Retirement savings can be viewed as an account of money to pay your bills once you retire from working for a living. This retirement account, naturally, must have enough money to last your lifetime.
Two other retirement accounts may assist your lifestyle spending in retirement, pensions and social security. However, as pensions are being reduced, and social security was never much to begin with, your most significant account will consist of how much money you’ve set aside for retirement.
Once you have funded your own retirement account and begin spending it, there is a concept called a “withdrawal rate.” This refers to how much of your retirement account you can spend each year with a likelihood that it will last your lifetime. Depending on several assumptions, there is academic research that 4% per year is a robust withdrawal-rate starting point for you to consider. To make this easy for retirees, there are now funds that automatically do this for you and you can choose an annual withdrawal rate, from 2.5% to 5.0%.
You should be aware that a continual reduction of your retirement principal amount is exactly like landing a plane, you want a glide slope that will comfortably last your lifetime for a gentle landing. Too many retirees withdraw too much, too fast, and crash land too early with painful consequences. Even if money isn’t being withdrawn too quickly, a couple bad years in the stock market and it triggers a “sequence of returns” downward spiral of your money dramatically sooner that you had planned. Withdrawing less money in bad market conditions greatly increases the lifespan of your retirement funds.

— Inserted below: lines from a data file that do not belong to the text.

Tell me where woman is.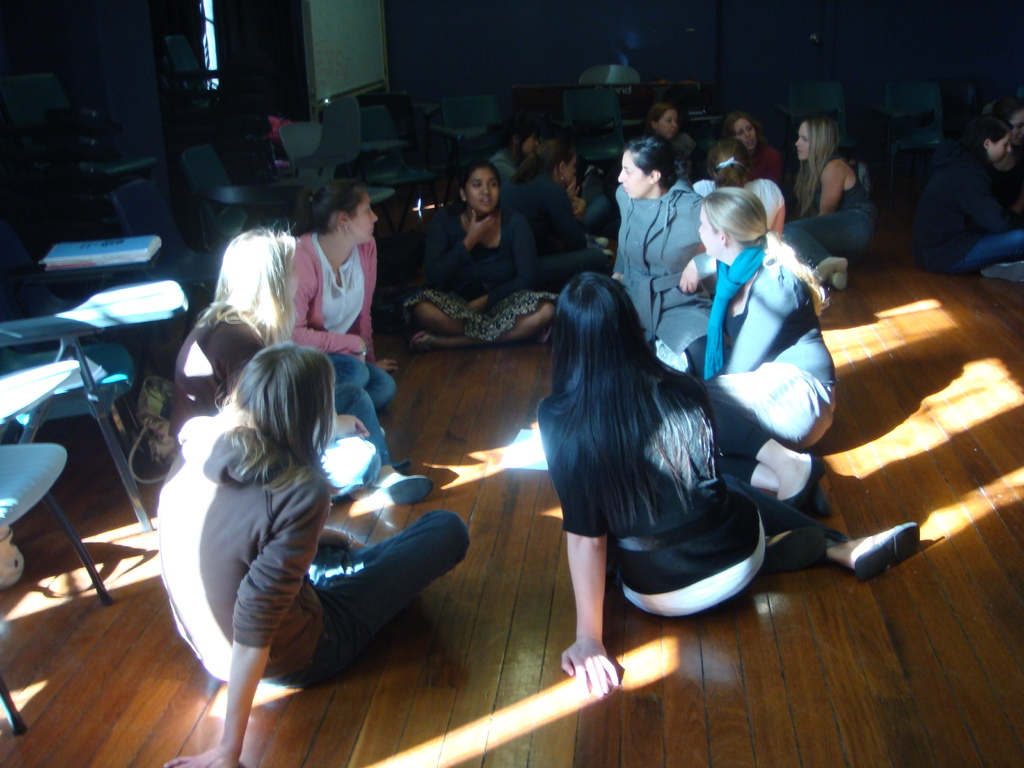
woman is at x1=691 y1=188 x2=845 y2=511.
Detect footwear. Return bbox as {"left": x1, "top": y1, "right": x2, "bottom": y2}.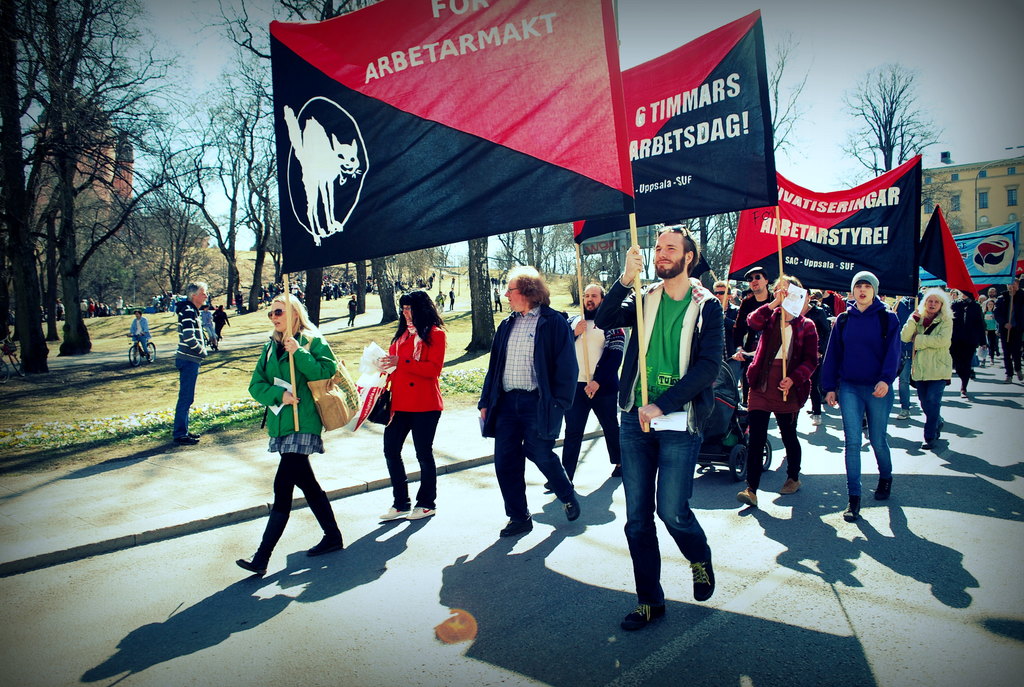
{"left": 877, "top": 468, "right": 892, "bottom": 505}.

The most successful retirement plan is one in which there is never any reduction of your principal balance. Your withdrawals are a maximum of your interest and dividend income. Even better, is to leave some interest and dividends to be reinvested so that each year your portfolio income is increasing. The glaring problem with this withdrawal strategy is that your account needs to be large enough when you retire so that the dividends and interest amount to a meaningful amount of money. The annual income in your retirement account needs to be large enough so that you don’t have to remove part of your principal balance in order to pay your bills. The greatest benefit of having an account large enough to do this is the financial peace of mind that you’ve eliminated any potential financial-crash landing from running out of money when you are least able to earn money.